HONOLULU — Honolulu officers on Tuesday launched a brand new interpretive plaque for 4 massive boulders within the heart of Waikiki that honor Tahitian healers of twin female and male spirit who visited Oahu some 500 years in the past.
The centuries-old boulders — one for every of the 4 visiting healers — are protected by an iron fence in a beachside park surrounded by inns and retailers within the coronary heart of the world-renowned vacationer district. The monument is named the stones of Kapaemahu, after the group’s chief.
In keeping with tales handed down orally, the boulders had been positioned on Waikiki’s shore on the time of the healers’ go to. However the stones turned uncared for extra not too long ago. In 1941, a bowling alley was even constructed over them and remained there for 20 years.
The sooner plaque dates to 1997. It does not acknowledge the healers had been “mahu,” which in Hawaiian language and tradition refers to somebody with twin female and male spirit and a combination of gender traits.
Students blame that omission on the homophobia and transphobia pervasive in Hawaii after the introduction of Christianity. Missionaries pushed apart gender fluidity’s deep roots in Hawaiian tradition and taught believers to suppress something that deviated from clearly outlined female and male gender roles and shows.
The brand new plaque is hooked up to a stone in entrance of the iron fence.
“Please respect this cultural website of reverence,” the signal says. “There are lots of tales of those 4 healers from Tahiti, recognized for duality of female and male spirit and their wonderous works of therapeutic.” The plaque features a QR code and the handle to a web site with extra details about the stones and their historical past.
Kumu Charlani Kalama, whose title “kumu” is the Hawaiian language time period for grasp instructor, carried out a blessing with ti leaves and salt. Kumu Hinaleimoana Wong-Kalu draped lei on the fence.
Joe Wilson, a member of a gaggle that pushed for signage acknowledging a extra full story of the stones, mentioned monuments and public artwork are highly effective symbols of who and what are valued by a neighborhood.
“Kapaemahu ought to and will likely be a shining instance of a metropolis that honors and celebrates its tradition, range and all who go to or name it residence,” Wilson mentioned on the blessing ceremony.

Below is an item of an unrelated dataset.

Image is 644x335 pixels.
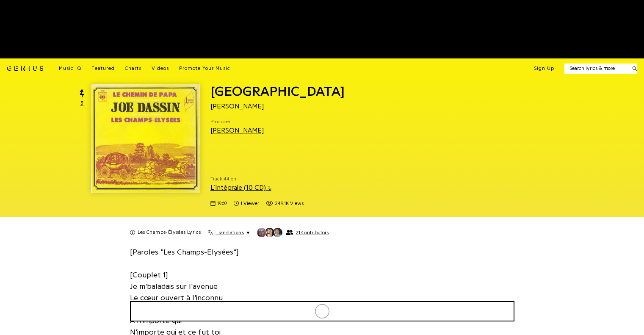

The story of the stones was initially handed down orally, like all tales in Hawaii earlier than the introduction of the written language within the 1800s. The primary written account appeared in a 1906 manuscript by James Alapuna Harbottle Boyd, the son-in-law of Archibald Cleghorn, who owned the Waikiki property the place the stones had been on the time.
Wong-Kalu, who’s mahu and a neighborhood chief, mentioned she stopped by Boyd’s grave earlier than the ceremony to pay her respects and specific her gratitude that he wrote down the story for subsequent generations.
“If not for his recordation of this, we’d not have the ability to inform this story as we speak,” Wong-Kalu mentioned.
Honolulu’s mayor mentioned the way forward for tourism lies in instructing guests in regards to the tradition of a spot so that they admire it for greater than its stunning seashores and the ocean. The stones will help do this, he mentioned.
“I’m hoping is that the people who find themselves will notice that it’s simply not 4 stones in Waikiki. There’s a that means and a historical past and even a spirituality,” Mayor Rick Blangiardi mentioned after the ceremony.